1921-1941

By at2299
  • Emergency Quota Act of 1921

    Emergency Quota Act of 1921
    The Emergency Quota Act was signed into law by President Warden in May 19, 1921. It restricted the number of immigrants to 357,000 per year, and also set down an immigration quota by which only 3 per cent of the total population of any ethnic group already in the USA in 1910, could be admitted to America after 1921.
  • Occupation of Ruhr

    Occupation of Ruhr
    The Occupation of the Ruhr (Ruhrbesetzung) was a period of military occupation of the German Ruhr valley by France and Belgium between 11 January 1923 and 25 August 1925. The occupation was a response to the German Weimar Republic widely and regularly defaulting on reparation payments in the early 1920s. The total reparation sum of £6.6 billion had been dictated by the victorious powers in the Treaty of Versailles.
  • First transatlantic flight

    First transatlantic flight
    Charles A. Lindbergh completed the first solo, nonstop transatlantic flight in history, flying his Spirit of St. Louis from Long Island, New York, to Paris, France in 33 hours and 30 minutes
  • Black Tuesday

    Black Tuesday
    Black Tuesday was the fourth and last day of the stock market crash of 1929. It took place on October 29, 1929. Investors traded a record 16.4 million shares.During the four days of the crash, the Dow Jones Industrial Average dropped 25 percent and investors lost $30 billion. That was 10 times more than the 1929 federal budget. It was more than the United States spent on World War I.
  • Bonus army protest

    Bonus army protest
    Bonus Army was a gathering of 12,000 to 15,000 World War I veterans who along with their wives and children, converged on Washington, D.C., in 1932. They demanding immediate bonus payment for wartime services to alleviate the economic hardship of the Great Depression. Several riots broke out and shots were fired, two veterans were wounded and later died. President Herbert Hoover then ordered the Army to clear the marchers' campsite.
  • FDR “court packing plan”

    FDR “court packing plan”
    FDR unveils 'court-packing' plan, In the afterglow of his landslide reelection victory in 1936, President Franklin D. Roosevelt unveiled a court-packing plan that would have added up to five justices to the Supreme Court with the approval of the Democratic-controlled Congress.
  • Invasion of Poland

    Invasion of Poland
    German troops invaded Poland on September 1, 1939, triggering World War II. In response to German aggression, Great Britain and France declared war on Nazi Germany.
  • FDR wins 3rd term

    FDR wins 3rd term
    Franklin D. Roosevelt, the Democratic two-term incumbent president, was reelected for an unprecedented third term. FDR won 54.7 percent of the popular vote and 449 electoral votes, a landslide by any reasonable measure but still less of one than the huge totals he had amassed in 1932 and 1936 during the Great Depression.
  • Attack on Pearl Harbor

    Attack on Pearl Harbor
    U.S base Pearl Harbor came under attack from the japanese and suffered heavy casualties.The surprise attack came as a profound shock to the American people and led directly to the U.S entry into World War II in both the Pacific and European theaters. The following day, December 8, the United States declared war on Japan and three days later, on December 11, Germany and Italy each declared war on the U.S. The U.S. responded with a declaration of war against Germany and Italy.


= WHAT THE TASK REQUIRES =
Only one span of the listing below should come back. It runs from the line with "You are a GUI" through the line with "Task: Click on", and each of its lines must be reproduced exactly.

::::::::

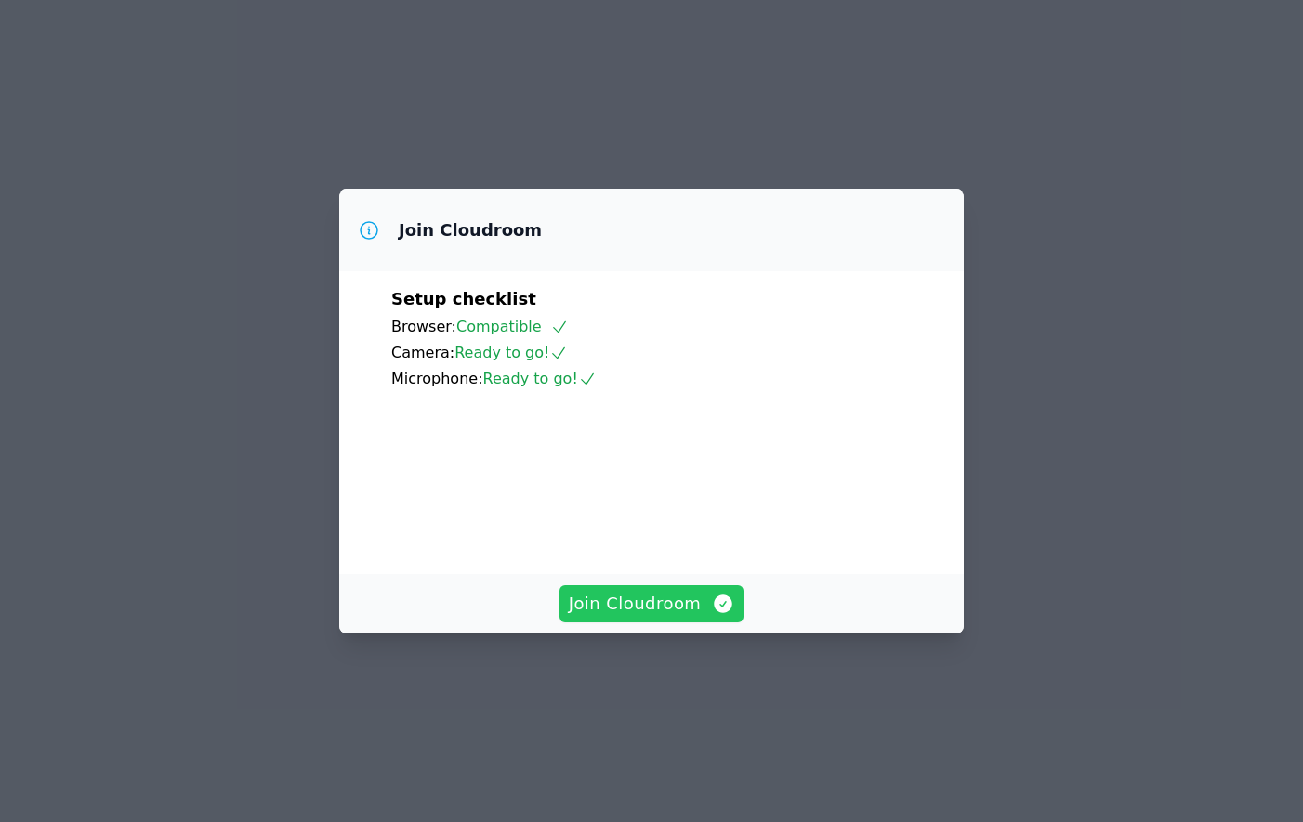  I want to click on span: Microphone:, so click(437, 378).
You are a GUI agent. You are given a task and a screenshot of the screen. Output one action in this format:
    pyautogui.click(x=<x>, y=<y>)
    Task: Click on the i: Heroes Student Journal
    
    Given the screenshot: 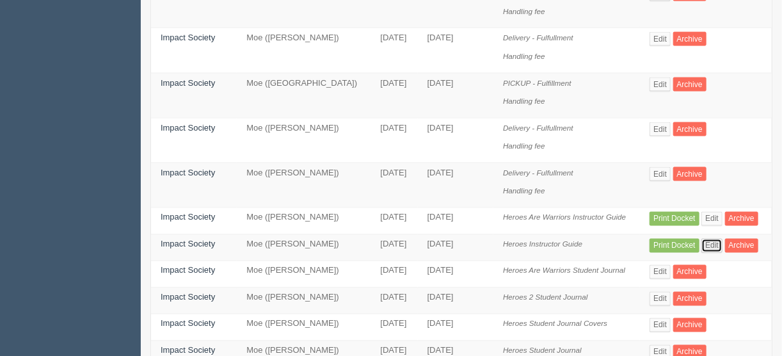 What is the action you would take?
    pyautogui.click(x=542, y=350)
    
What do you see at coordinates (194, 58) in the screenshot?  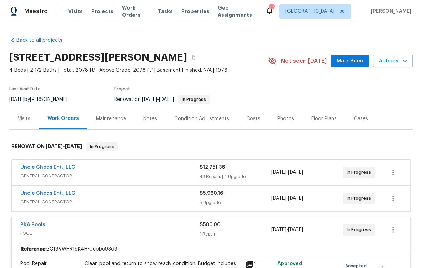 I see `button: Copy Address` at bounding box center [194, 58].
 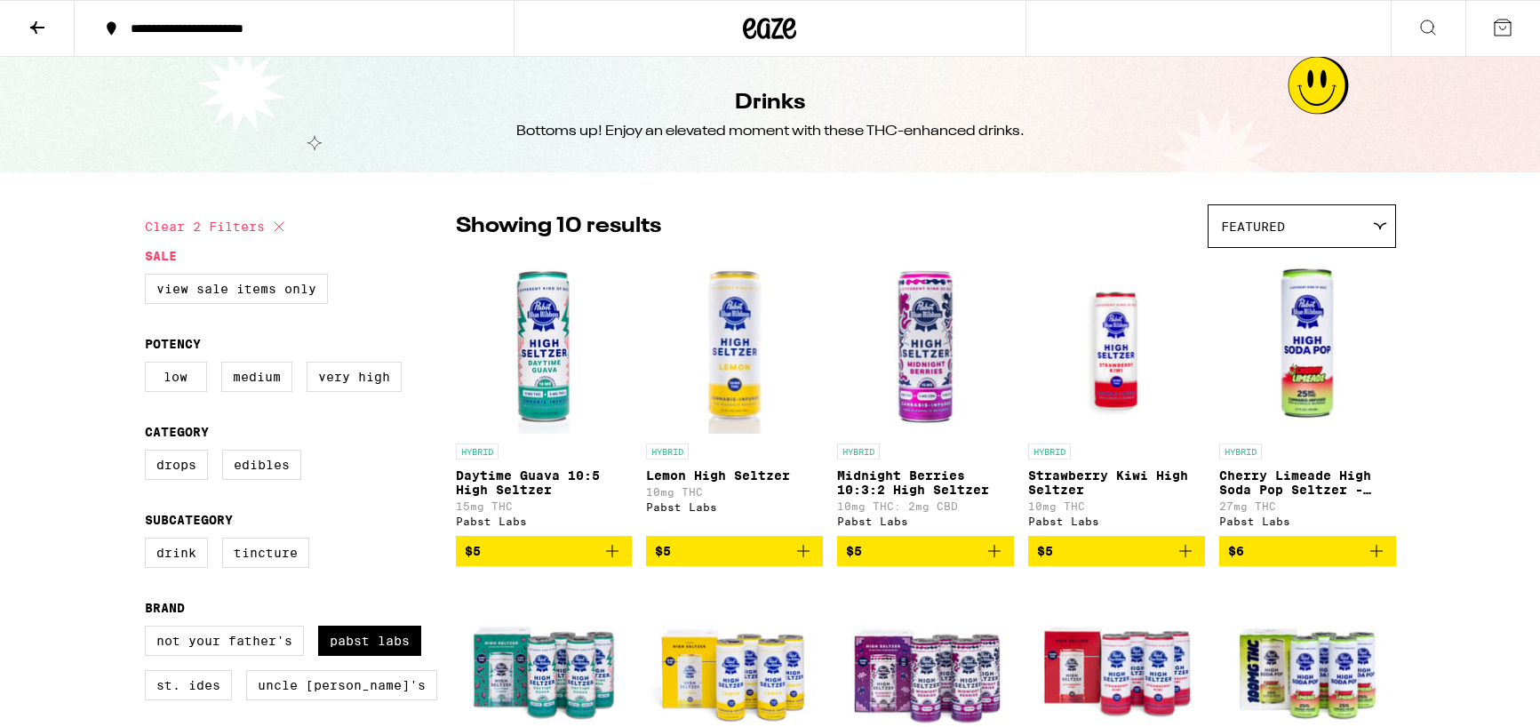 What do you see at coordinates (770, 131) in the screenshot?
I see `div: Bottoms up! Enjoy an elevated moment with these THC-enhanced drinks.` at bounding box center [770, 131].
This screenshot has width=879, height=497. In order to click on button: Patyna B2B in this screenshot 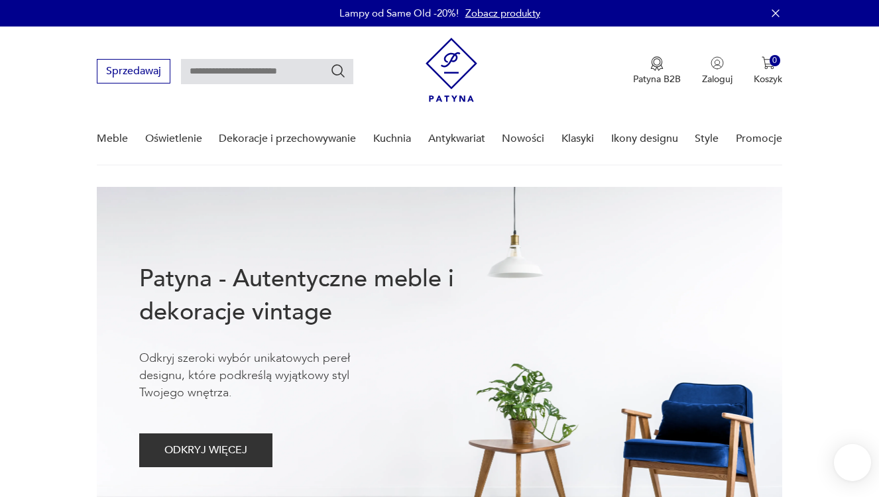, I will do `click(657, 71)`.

::::::::

= FINISHED TASK =
You are a GUI agent. You are given a task and a screenshot of the screen. Output one action in this format:
    pyautogui.click(x=<x>, y=<y>)
    Task: Click on the i: Heroes Student Journal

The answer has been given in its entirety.